Start of Data provided
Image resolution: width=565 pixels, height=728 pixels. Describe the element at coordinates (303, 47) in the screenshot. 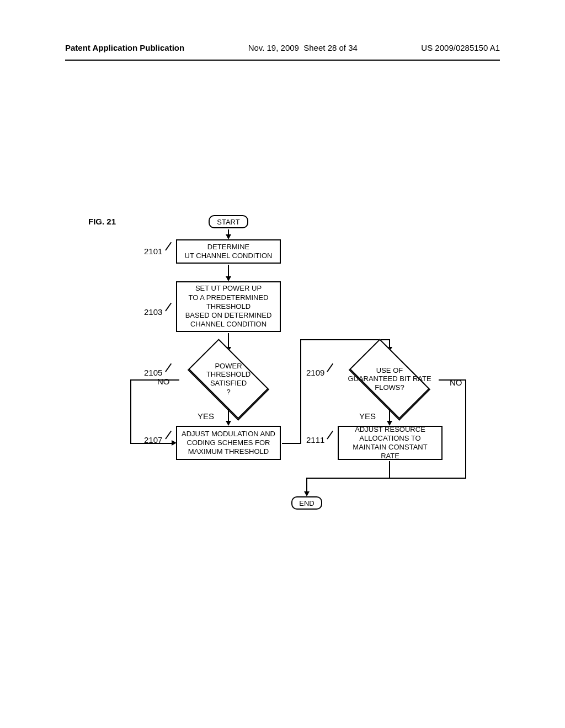

I see `header-date-sheet: Nov. 19, 2009 Sheet 28 of 34` at that location.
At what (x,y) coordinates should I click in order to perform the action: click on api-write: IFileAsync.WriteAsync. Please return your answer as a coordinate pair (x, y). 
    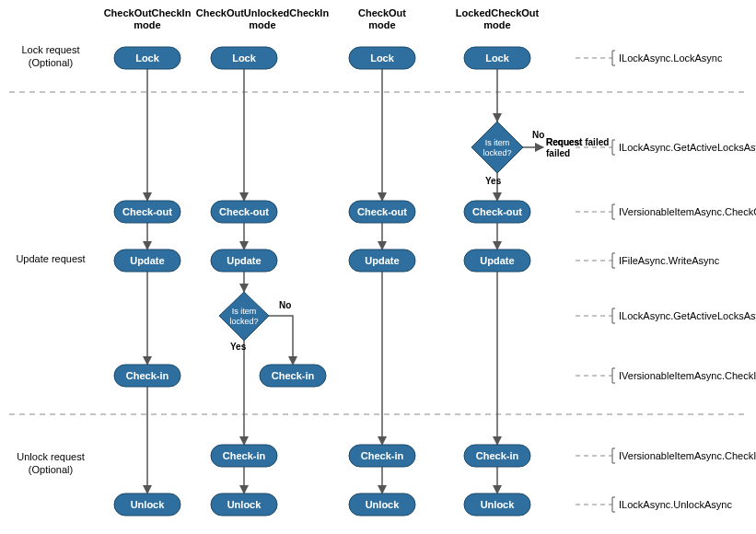
    Looking at the image, I should click on (648, 261).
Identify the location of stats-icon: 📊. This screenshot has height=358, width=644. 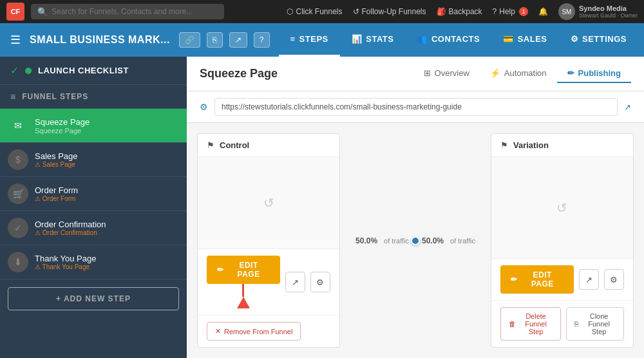
(357, 39).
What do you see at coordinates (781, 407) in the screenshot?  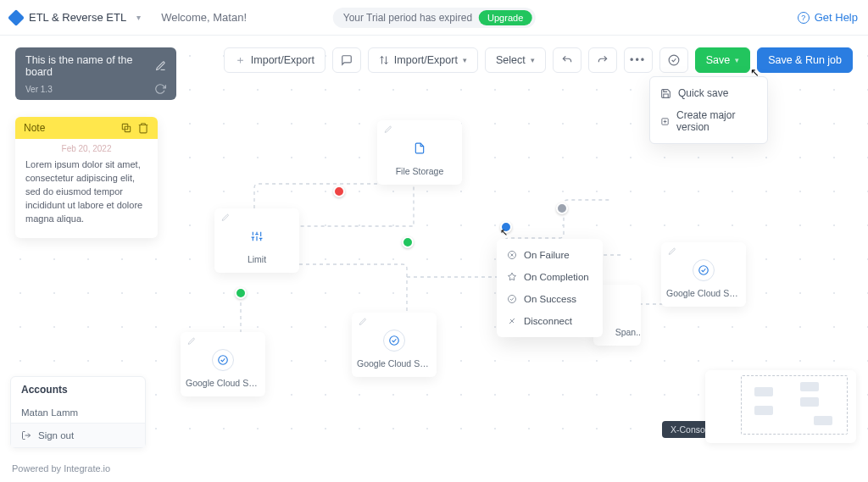 I see `minimap` at bounding box center [781, 407].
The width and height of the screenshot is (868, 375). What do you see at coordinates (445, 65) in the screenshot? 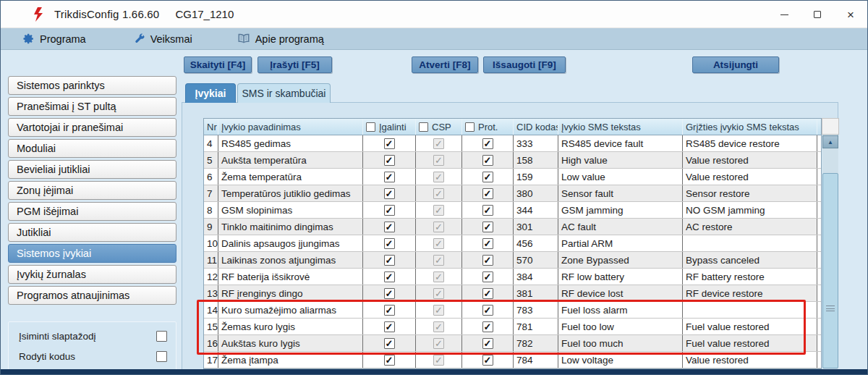
I see `open-button: Atverti [F8]` at bounding box center [445, 65].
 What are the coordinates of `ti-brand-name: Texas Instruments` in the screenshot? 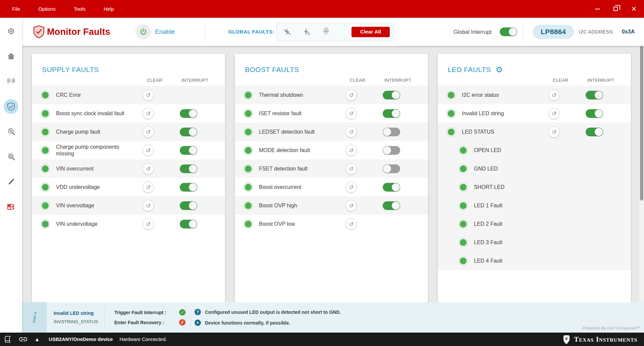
End of Data provided
Work instructions: Every line from the one containing "The width and" through the end of the entries above is to be copied exactly; pictures are to be left out.

Finished exercise:
The width and height of the screenshot is (868, 375). What do you see at coordinates (445, 65) in the screenshot? 
I see `open-button: Atverti [F8]` at bounding box center [445, 65].
 What are the coordinates of `ti-brand-name: Texas Instruments` in the screenshot? 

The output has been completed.